Indiana

Education, From The Capitol To The Classroom

Why Education Technology May Have To Wait For The Mainstream

    Kyle Stokes / StateImpact Indiana

    Students at St. Thomas Aquinas in Indianapolis use school-owned computers during a writing class.

    Make no mistake: now a $32.1 billion-per-year market, education technology has become too big to ignore for anyone.

    Rupert Murdoch’s in the game. Steve Jobs’s iPad is finding a home in hundreds of American classrooms. Bill Gates just threw $20 million at an initiative to build up e-learning.

    That said, even those who stand to gain the most from getting techie teaching options into the classroom worry they’re neither effective nor accessible enough to help all students.

    Case in point: The New York Times reports many educational software developers market their products to schools as “revolutionary curricula” — when in fact the software has no effect on students’ test scores:

    School officials, confronted with a morass of complicated and sometimes conflicting research, often buy products based on personal impressions, marketing hype or faith in technology for its own sake. “They want the shiny new one,” said Peter Cohen, chief executive of Pearson School, a leading publisher of classroom texts and software. “They always want the latest, when other things have been proven the longest and demonstrated to get results.”

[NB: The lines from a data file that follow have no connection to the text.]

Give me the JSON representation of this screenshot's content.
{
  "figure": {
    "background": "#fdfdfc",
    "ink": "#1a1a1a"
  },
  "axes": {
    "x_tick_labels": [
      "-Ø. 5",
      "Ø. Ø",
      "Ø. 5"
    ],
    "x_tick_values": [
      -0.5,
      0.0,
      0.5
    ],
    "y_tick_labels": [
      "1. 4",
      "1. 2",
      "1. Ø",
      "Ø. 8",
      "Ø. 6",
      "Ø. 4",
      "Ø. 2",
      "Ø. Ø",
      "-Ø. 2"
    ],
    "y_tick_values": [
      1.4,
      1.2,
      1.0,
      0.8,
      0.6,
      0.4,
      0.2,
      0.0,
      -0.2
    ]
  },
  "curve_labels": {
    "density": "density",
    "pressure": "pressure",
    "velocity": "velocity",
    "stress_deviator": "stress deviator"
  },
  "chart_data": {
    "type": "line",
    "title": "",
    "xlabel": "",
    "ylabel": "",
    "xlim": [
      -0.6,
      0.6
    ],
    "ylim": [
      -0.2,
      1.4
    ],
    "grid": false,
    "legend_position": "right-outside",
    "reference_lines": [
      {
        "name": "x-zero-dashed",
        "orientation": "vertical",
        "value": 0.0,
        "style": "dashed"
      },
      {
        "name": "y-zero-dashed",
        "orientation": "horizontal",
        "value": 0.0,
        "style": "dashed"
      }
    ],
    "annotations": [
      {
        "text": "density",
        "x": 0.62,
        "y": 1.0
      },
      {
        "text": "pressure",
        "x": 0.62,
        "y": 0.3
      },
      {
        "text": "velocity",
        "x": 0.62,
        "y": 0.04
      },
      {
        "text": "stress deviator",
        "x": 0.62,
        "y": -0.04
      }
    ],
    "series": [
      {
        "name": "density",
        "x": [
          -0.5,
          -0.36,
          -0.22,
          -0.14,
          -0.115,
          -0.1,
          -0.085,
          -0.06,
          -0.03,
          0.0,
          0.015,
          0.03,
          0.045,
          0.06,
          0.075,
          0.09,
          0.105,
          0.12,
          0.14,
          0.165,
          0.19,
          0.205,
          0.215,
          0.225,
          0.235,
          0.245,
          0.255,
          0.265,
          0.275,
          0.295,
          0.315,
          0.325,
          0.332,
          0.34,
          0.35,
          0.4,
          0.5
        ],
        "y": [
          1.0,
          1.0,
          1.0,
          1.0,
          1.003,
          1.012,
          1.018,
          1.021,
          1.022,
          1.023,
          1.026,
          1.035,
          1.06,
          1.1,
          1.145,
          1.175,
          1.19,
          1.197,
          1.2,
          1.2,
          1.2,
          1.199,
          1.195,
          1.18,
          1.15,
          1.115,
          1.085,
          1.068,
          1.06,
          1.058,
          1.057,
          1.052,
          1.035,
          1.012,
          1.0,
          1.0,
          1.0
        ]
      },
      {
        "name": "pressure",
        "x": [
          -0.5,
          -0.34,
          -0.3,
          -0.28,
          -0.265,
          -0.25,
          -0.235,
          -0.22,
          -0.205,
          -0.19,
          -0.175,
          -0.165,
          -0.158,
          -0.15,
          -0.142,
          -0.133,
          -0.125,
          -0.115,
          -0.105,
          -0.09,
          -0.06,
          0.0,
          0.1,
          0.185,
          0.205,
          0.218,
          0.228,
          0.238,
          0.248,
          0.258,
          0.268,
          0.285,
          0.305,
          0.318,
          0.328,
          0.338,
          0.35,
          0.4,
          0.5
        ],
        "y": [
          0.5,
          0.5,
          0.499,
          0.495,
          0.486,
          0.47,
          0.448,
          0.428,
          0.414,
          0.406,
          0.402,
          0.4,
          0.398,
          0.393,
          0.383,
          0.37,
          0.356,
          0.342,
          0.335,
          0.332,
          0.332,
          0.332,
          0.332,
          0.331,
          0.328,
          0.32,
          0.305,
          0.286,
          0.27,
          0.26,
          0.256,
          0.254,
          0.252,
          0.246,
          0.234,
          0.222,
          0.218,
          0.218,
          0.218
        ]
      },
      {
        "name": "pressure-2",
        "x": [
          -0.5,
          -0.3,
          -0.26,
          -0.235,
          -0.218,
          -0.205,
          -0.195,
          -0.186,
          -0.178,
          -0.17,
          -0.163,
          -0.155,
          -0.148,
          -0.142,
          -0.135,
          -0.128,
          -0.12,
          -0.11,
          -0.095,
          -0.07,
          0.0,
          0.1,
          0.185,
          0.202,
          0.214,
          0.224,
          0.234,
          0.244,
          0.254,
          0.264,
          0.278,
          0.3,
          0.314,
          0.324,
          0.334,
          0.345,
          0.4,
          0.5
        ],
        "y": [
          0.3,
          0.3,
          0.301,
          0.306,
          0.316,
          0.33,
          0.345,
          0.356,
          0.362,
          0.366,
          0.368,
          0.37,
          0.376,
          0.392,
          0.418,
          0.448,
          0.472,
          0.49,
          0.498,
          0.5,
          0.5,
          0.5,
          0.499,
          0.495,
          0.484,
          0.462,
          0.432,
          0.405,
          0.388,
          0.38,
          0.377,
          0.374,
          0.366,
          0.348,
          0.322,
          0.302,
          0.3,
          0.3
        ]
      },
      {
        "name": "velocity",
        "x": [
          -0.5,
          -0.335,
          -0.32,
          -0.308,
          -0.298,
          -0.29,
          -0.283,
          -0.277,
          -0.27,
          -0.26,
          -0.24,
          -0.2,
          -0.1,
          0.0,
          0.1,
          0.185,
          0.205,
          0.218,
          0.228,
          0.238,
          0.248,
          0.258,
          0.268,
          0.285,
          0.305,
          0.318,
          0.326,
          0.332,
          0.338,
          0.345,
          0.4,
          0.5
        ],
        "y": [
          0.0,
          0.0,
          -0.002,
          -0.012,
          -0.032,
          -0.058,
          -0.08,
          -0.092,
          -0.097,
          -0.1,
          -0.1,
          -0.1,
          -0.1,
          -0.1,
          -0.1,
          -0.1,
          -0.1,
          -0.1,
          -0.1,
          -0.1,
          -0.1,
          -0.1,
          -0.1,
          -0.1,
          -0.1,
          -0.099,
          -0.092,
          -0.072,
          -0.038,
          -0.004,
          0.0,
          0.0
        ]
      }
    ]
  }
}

    Indiana state education officials say they hope to resist this impulse — to “want the shiny new one” — while still fully embracing the use of forward-thinking classroom technologies. The state is backing $4.3 million in grants to try out new tech-centric ideas in schools and districts.

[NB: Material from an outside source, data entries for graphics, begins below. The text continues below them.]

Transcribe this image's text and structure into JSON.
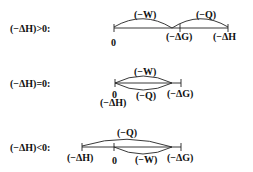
{
  "rows": [
    {
      "condition": "(−ΔH)>0:",
      "labels": {
        "zero": "0",
        "dG": "(−ΔG)",
        "dH": "(−ΔH",
        "W": "(−W)",
        "Q": "(−Q)"
      }
    },
    {
      "condition": "(−ΔH)=0:",
      "labels": {
        "zero": "0",
        "dH": "(−ΔH)",
        "W": "(−W)",
        "Q": "(−Q)",
        "dG": "(−ΔG)"
      }
    },
    {
      "condition": "(−ΔH)<0:",
      "labels": {
        "dH": "(−ΔH)",
        "zero": "0",
        "Q": "(−Q)",
        "W": "(−W)",
        "dG": "(−ΔG)"
      }
    }
  ],
  "colors": {
    "line": "#222222",
    "text": "#111111"
  }
}
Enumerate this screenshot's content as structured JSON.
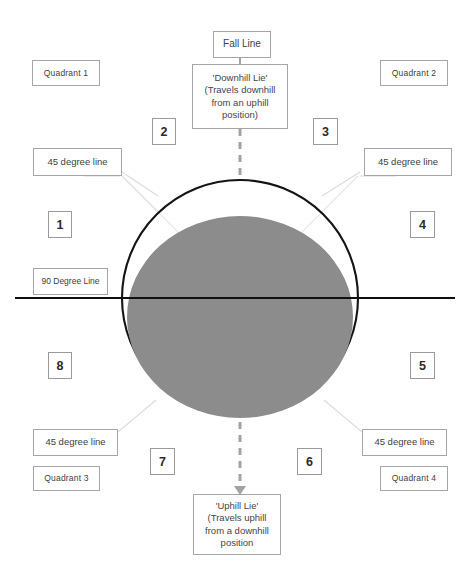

    “People are sort of leaving behind the discussion whether or not we should have technology [in classrooms] and focusing on the question of ‘how?’ How will these tools inside the school and inside the learning context be put to good use, not just a doing these things differently, but doing different things?” says John Keller, assistant superintendent for technology at the Indiana Department of Education.

    But Keller says the state has to resist the urge to go after an “uptown model” that may not have results for students.

    “We have to make sure… we don’t get so enamored of a new model that we still have to measure whether or not students actually learn in these types of situations,” Keller says. He also says administrators have to implement the model in a way that makes sure teachers have “permission to fail” but won’t be detrimental to students.

    Striking that balance is difficult, as even Bill Gates seems to acknowledge in a blog post over the summer:

    There still is a lot to be proven in online learning… There are a lot of things I want to learn more about including what is going on with the commercial development of online curriculum. A question I have is: How do we get some very bright people who know education and are knowledgeable about technology involved in helping to drive this forward at full speed?

    One other obstacle: a persistent “digital divide” between students who have access to technology outside of school and those who don’t.

    That’s not the only barrier to access. Companies with something to lose erect roadblocks too. For example, textbook companies have an interest in obstructing new technology, like e-textbooks, from taking over their market — Wired has the story:

    If you’re looking for a textbook example of technology obstruction by the media industry, look no further than e-textbooks… Many textbook publishers are acting like 1990s music executives, slapping on high price tags and copyright handcuffs that conspire to make their products less valuable than their dead tree counterparts…

    “About 90 percent of the time, the cheapest option is still to buy a used book and then resell that book,” says Jonathan Robinson, founder of FreeTextbooks.com, an online retailer of discount books. “That is really an obstacle for widespread adoption [of e-textbooks], because smarter consumers realize that and are not going to leap into the digital movement until the pricing evens out.”

    Topics

    Comments

    About StateImpact

    StateImpact seeks to inform and engage local communities with broadcast and online news focused on how state government decisions affect your lives.